By Alison Lanier | TV | April 24, 2024 |
By Alison Lanier | TV | April 24, 2024 |
Ctrl+Alt+Desire is one of the most recent well-made true-crime docuseries with a truly ridiculous name and a terrifying story. In filmmaker Colin Archdeacon’s directorial debut, Archdeacon spends four years connecting with and interviewing one of the most pathetic and frightening true crime subjects I’ve ever seen: Grant Amato.
Amato, who was twenty-nine when he was accused of murdering his parents and beloved brother, is the walking definition of delusion. Amato torpedoed almost every aspect of his life — as a nurse, through emotional outbursts and self-medicating his patients, and as a son, through self-isolation from his parents and brother with whom he lived and on whom he was financially dependent.
Cue the descent into an adolescent spiral of self-destruction: Amato shut himself in his room and binged anime and video games rather than confront the failure of his professional and emotional life. There was, apparently and understandably, solace in having other online worlds to inhabit rather than the one that reflected his personal failings at every turn.
Then, Amato fell in love with a Bulgarian online cam model called Silvie. In one sense, it’s like the stereotypical story of the guy who thinks the girl at the comic book shop is in love with him because she’ll make friendly conversation when he comes in, because he is a customer and she is at work. In another, it’s far, far darker.
Sylvie was at work, doing her job, fostering a sense of intimacy — which is her job — with the viewing audience, who could comment and tip her from afar. Amato, convinced he was embarking on an actual romantic relationship, commits insane levels of theft and fraud to pay Sylvie hundreds of thousands of dollars, all to garner more and more of her attention. He crafted his online persona: successful, wealthy, confident, cool. That was who he told himself he was online, and who he told himself Silvie was in love with.
Archdeacon does a good job of balancing Amato’s delusional viewpoint with the reality of working cam models, several of whom have surprisingly personal relationships with their customers. One model calls a client during one of her interviews, and their conversation is friendly and caring, where she encourages her client to go to therapy to talk through some of the difficult things that he’s dealing with in his life. It’s easy to see how a desperately lonely and self-aggrandizing man might read this kind of caring feminine attention in a more extreme way-especially after immersing himself in shows and games in which girl-talks-to-boy means girl-is-deeply-in-love-with-boy.
There are many, many levels of profound tragedy that play out from Amato’s delusion. There’s the pain he caused his family, who tried to get him help again and again with a nearly saintly level of patience, even after he committed huge levels of financial fraud under their names. There’s the trauma caused to Silvie, who, five years after her contact with Amato, is still trying to heal and whose life and career have been completely upended by a story she can’t escape.
Archdeacon puts a huge amount of effort into tracking Silvie down, and the results solidify, as if there were any doubt, how little she wants to do with her ex-client and the damage he’s done through his stories. At one point, Amato reads out a clearly forged letter from Silvie, which he claims she wrote to him in jail, where he writes that he “made her feel like a little girl again.” While Archdeacon perhaps crossed a line in pursuing Silvie when she clearly did not want to be found, he did accomplish the clear and concrete fact that the stories Amato is now telling about her — and the letters he is inventing from her — are as fictional as the rest of their relationship.
Nearly every person who recalls interacting with Amato described him as “cold” — one of the coldest people they’d ever met. I’m no psychologist, but if ever there was a person displaying clearly sociopathic characteristics, Amato is it. He describes his favorite anime, Death Note, and how he unironically identifies with the “hero” character, Light (who is not actually a hero by any stretch), and how Light takes on himself the responsibility of purging whoever he deems unworthy from the earth. Yeah. Amato used “Light” in nearly all the user names we see in the series.
Media illiteracy isn’t a crime, but it is so, so telling that Amato couldn’t parse the media in which he immersed himself. Rather, he decides every story, every human interaction, every transaction of money or time, meant whatever he wanted it to. The world supported his perception at every turn. It goes beyond confirmation bias: the docuseries becomes a view into a cult of one, a personal world cultivated over years and divorced from the reality of other people.
There’s an easy parallel to make here to other kinds of self-curated, self-created digital realities that fuel dangerous entities like conspiracy theories and the MAGA horde. Amato’s case feels like all of that delusion, wrapped into the microcosm of one person. Archdeacon told Variety that he wanted to “[explore] the way technology and loneliness are reshaping society,” often in ways we can’t yet understand, though we’re living with their consequences.
Archdeacon is visibly disturbed by his interview subject, appropriately wary of believing anything Amato says. He becomes in a way a proxy for the audience’s experience, which to me at least feels very similar: fascinated and disturbed, both by the facts of what this person has done and how little the world of other people means to him.
Ctrl+Alt+Desire is now streaming on Paramount Plus.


→ **Activity**
Every record below, from first to last, should be copied exactly; leave the pictures out.

→ **Dataset listings of figures**
^^^^
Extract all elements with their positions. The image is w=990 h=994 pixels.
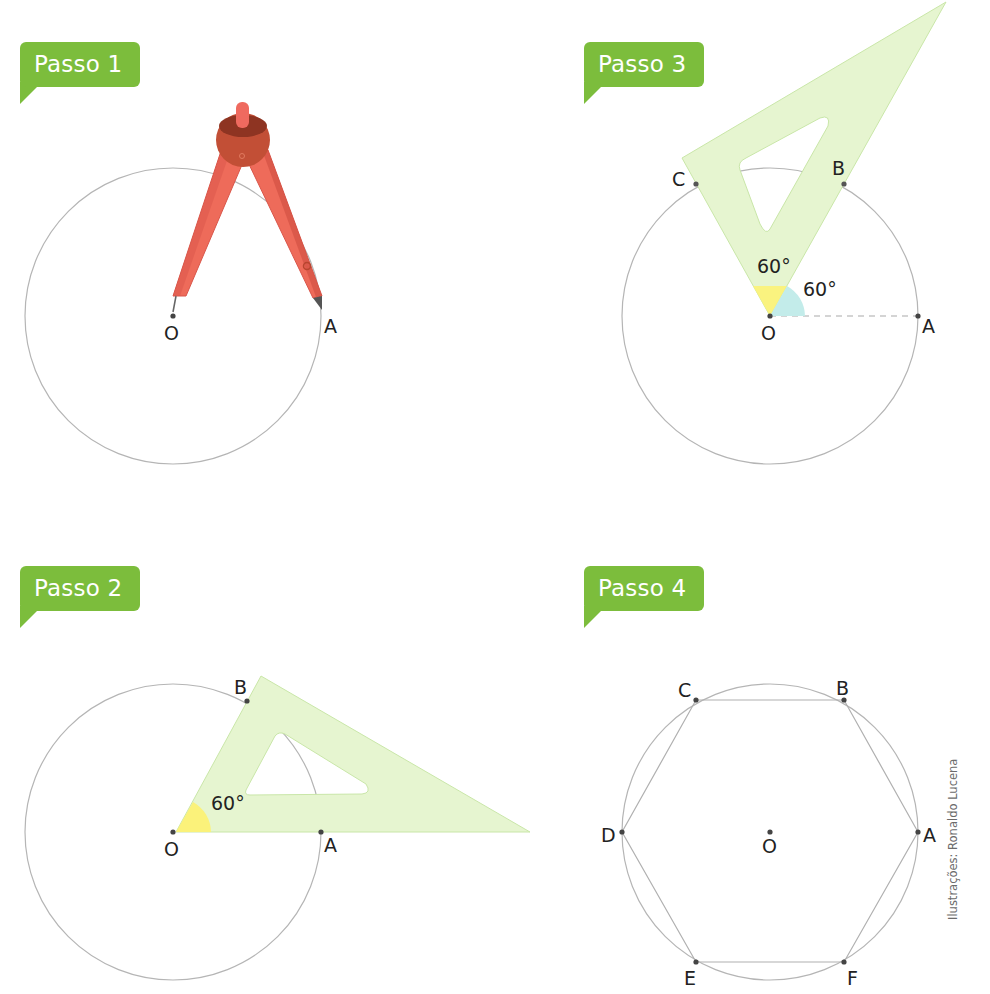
- step-1-title: Passo 1: [20, 42, 140, 87]
- step-2-label-b: B: [234, 676, 247, 698]
- step-2-label-a: A: [324, 834, 337, 856]
- step-4-label-o: O: [762, 835, 777, 857]
- step-4-label-c: C: [678, 679, 691, 701]
- step-3-title: Passo 3: [584, 42, 704, 87]
- step-4-label-e: E: [684, 967, 696, 989]
- step-2-angle-label: 60°: [211, 792, 245, 814]
- step-4-figure: O A B C D E F: [601, 677, 936, 989]
- compass-icon: [173, 102, 322, 312]
- step-2-title: Passo 2: [20, 566, 140, 611]
- step-3-label-o: O: [761, 322, 776, 344]
- step-4-label-b: B: [836, 677, 849, 699]
- set-square-icon: [682, 2, 946, 316]
- step-2-figure: 60° O A B: [25, 676, 530, 980]
- step-3-label-b: B: [832, 157, 845, 179]
- step-4-title: Passo 4: [584, 566, 704, 611]
- step-3-angle-label-2: 60°: [803, 278, 837, 300]
- step-4-label-a: A: [923, 824, 936, 846]
- construction-diagram: O A 60° 60° O A B C 60: [0, 0, 990, 994]
- step-3-label-a: A: [922, 315, 935, 337]
- diagram-canvas: O A 60° 60° O A B C 60: [0, 0, 990, 994]
- step-1-label-o: O: [164, 322, 179, 344]
- step-4-label-d: D: [601, 824, 616, 846]
- step-4-label-f: F: [847, 967, 858, 989]
- step-3-angle-label-1: 60°: [757, 255, 791, 277]
- step-1-figure: O A: [25, 102, 337, 464]
- step-3-label-c: C: [672, 168, 685, 190]
- step-1-point-o: [170, 313, 175, 318]
- step-2-label-o: O: [164, 838, 179, 860]
- step-1-label-a: A: [324, 315, 337, 337]
- illustration-credit: Ilustrações: Ronaldo Lucena: [946, 759, 960, 920]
^^^^
→ **Answer space**
Extract all elements with their positions. The image is w=990 h=994 pixels.
- step-1-title: Passo 1: [20, 42, 140, 87]
- step-2-label-b: B: [234, 676, 247, 698]
- step-2-label-a: A: [324, 834, 337, 856]
- step-4-label-o: O: [762, 835, 777, 857]
- step-4-label-c: C: [678, 679, 691, 701]
- step-3-title: Passo 3: [584, 42, 704, 87]
- step-4-label-e: E: [684, 967, 696, 989]
- step-2-angle-label: 60°: [211, 792, 245, 814]
- step-4-figure: O A B C D E F: [601, 677, 936, 989]
- compass-icon: [173, 102, 322, 312]
- step-2-title: Passo 2: [20, 566, 140, 611]
- step-3-label-o: O: [761, 322, 776, 344]
- step-4-label-b: B: [836, 677, 849, 699]
- set-square-icon: [682, 2, 946, 316]
- step-2-figure: 60° O A B: [25, 676, 530, 980]
- step-3-label-b: B: [832, 157, 845, 179]
- step-4-title: Passo 4: [584, 566, 704, 611]
- step-3-angle-label-2: 60°: [803, 278, 837, 300]
- step-4-label-a: A: [923, 824, 936, 846]
- construction-diagram: O A 60° 60° O A B C 60: [0, 0, 990, 994]
- step-3-label-a: A: [922, 315, 935, 337]
- diagram-canvas: O A 60° 60° O A B C 60: [0, 0, 990, 994]
- step-1-label-o: O: [164, 322, 179, 344]
- step-4-label-d: D: [601, 824, 616, 846]
- step-4-label-f: F: [847, 967, 858, 989]
- step-3-angle-label-1: 60°: [757, 255, 791, 277]
- step-1-figure: O A: [25, 102, 337, 464]
- step-3-label-c: C: [672, 168, 685, 190]
- step-1-point-o: [170, 313, 175, 318]
- step-2-label-o: O: [164, 838, 179, 860]
- step-1-label-a: A: [324, 315, 337, 337]
- illustration-credit: Ilustrações: Ronaldo Lucena: [946, 759, 960, 920]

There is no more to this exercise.